Hiring is on the rise for new college graduates but not surprisingly competition for the most coveted jobs remains intense. Standing out in a crowd of job seekers will be much easier if you start prepping now to show off your strengths to employers. What exactly are the attributes wanted by employers? The NACE Job Outlook 2011 Spring Update lists the following three attributes as being highly valued by employers. Make sure you highlight your strengths in these three areas during any interview you attend.
1.Verbal Communication
The interview is all about communication so take time to consider the questions being asked and to formulate your responses. Show the employer that you can clearly articulate information about yourself, while remaining concise, and that you can provide consistent answers that support your experience and skills. Make sure that you aren’t speaking too quickly or too quietly to be understood. Keep your responses direct and to the point and avoid digressing into unrelated tangents. Remain consistent in the strengths you are conveying. You can’t be all things to all people so if you are more detail driven than a big picture thinker, own it rather than flip flopping between the two qualities throughout your interview.
2.Decision Making & Problem Solving
Employers don’t want to hire people who need their hand held through every project. They are looking for employees they can trust to handle daily problems that arise and make decisions about the projects they are managing. Share experiences in the interview in which you took a leadership role in a group project or solved a problem at work with a colleague or customer. Make sure the employer understands that you are competent and confident enough to make intelligent decisions. Gather a few of these experiences in your mind so that you can be ready to recall them quickly in the interview setting.

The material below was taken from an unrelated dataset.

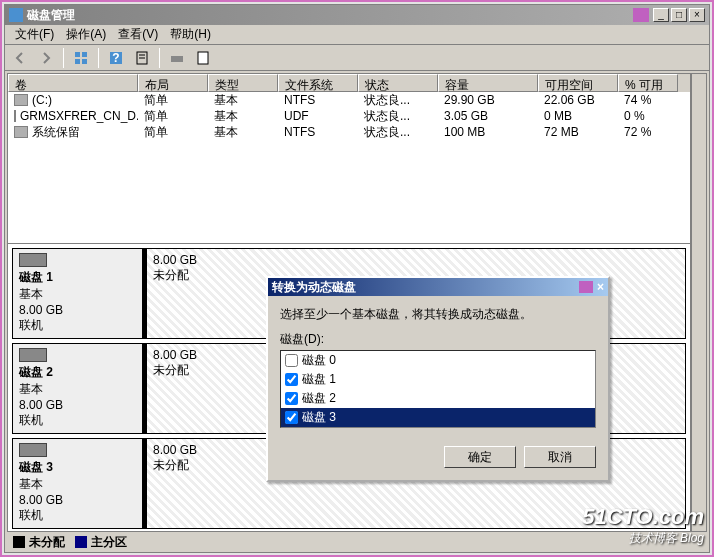  What do you see at coordinates (47, 542) in the screenshot?
I see `legend-unallocated: 未分配` at bounding box center [47, 542].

3.Plan, Organize, and Prioritize Work
Odds are that any job you take will involve managing multiple tasks or projects at the same time. Luckily, as a college student, you probably learned early on how to do just that! Describe circumstances where you balanced class work with a part-time job while planning a fundraiser for your student group. Explain your personal process for scheduling time and prioritizing tasks to make sure that everything was completed accurately and efficiently. Communicate your ability to remain calm under the pressure of deadlines and in the face of unexpected hiccups.
Hopefully you noticed that these three attributes do not involve information learned solely in the classroom, but instead focus on soft skills you’ve developed through a lifetime of interacting with others, managing your schedule, and dealing with everyday situations. Even if you lack a lengthy history of paid work experience, it is likely that you have volunteered, participated in group work, held down a part-time job or gotten involved with a campus organization at some point during your college experience. Employers are interested in how you’ve handled previous experiences so draw from them when highlighting your strengths.